Reliably, this (4224 characters of would-be output) does not give the error message when piped to HEAD.

Code:
For x = 1 to 352
    Wscript.Echo "xxxxxxxxxx"
Next

And this (4236 characters) does give the error message.

Code:
For x = 1 to 353
    Wscript.Echo "xxxxxxxxxx"
Next
 
Under CMD, the difference happens at 386/387 (4632/4644 characters).

Powershell seems to do things differently. With "For x = 1 to 1000000" Powershell takes 15 seconds before printing the 10 lines (not closing the pipe when HEAD exits???) while TCC and CMD show the output immediately.

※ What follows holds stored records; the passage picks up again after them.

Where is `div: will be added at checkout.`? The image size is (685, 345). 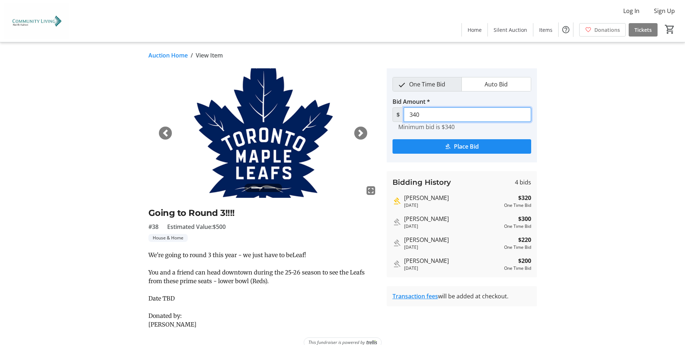 div: will be added at checkout. is located at coordinates (462, 296).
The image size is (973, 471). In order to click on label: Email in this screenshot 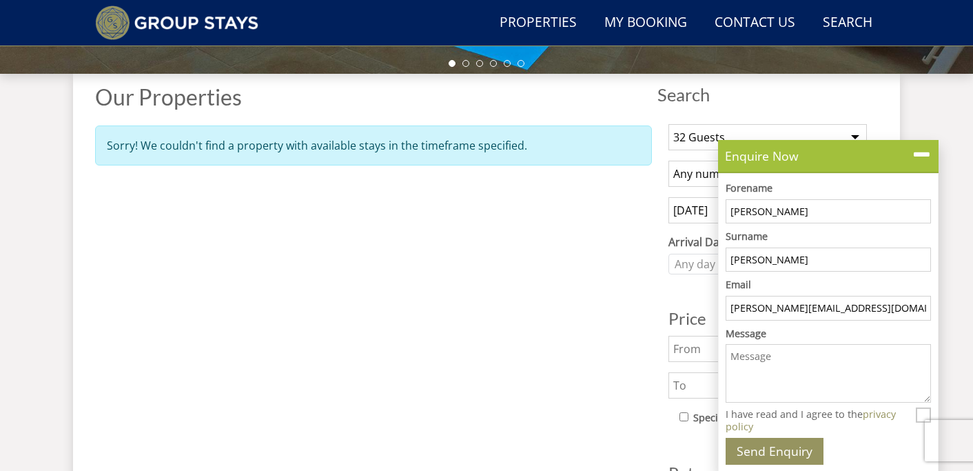, I will do `click(828, 285)`.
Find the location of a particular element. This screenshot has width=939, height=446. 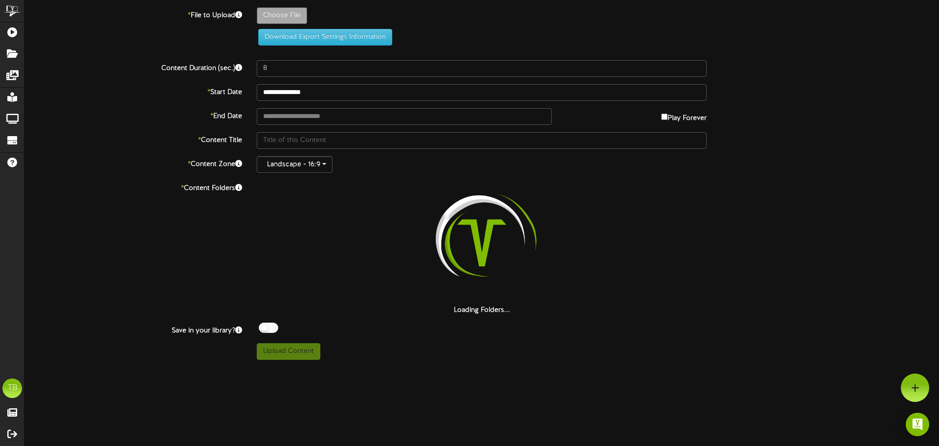

label: Content Folders is located at coordinates (133, 186).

With CMD and Powershell, I was using Gnu's HEAD.EXE (for Windows). It's the same with wsl head.
 
And doing the whole thing under WSL, the difference (error/no error) is still somewhere between 300 and 400 iterations, but the error message is different. No surprise I guess; there must be some trickery going on with such a mixture of Linux and Windows.

Code:
c:\users\vefatica\desktop> wsl cscript.exe /nologo c:\\Users\\vefatica\\Desktop\\1234.vbs ^| head -n 5
xxxxxxxxxx
xxxxxxxxxx
xxxxxxxxxx
xxxxxxxxxx
xxxxxxxxxx
c:\Users\vefatica\Desktop\1234.vbs(2, 2) (null): The specified network name is no longer available.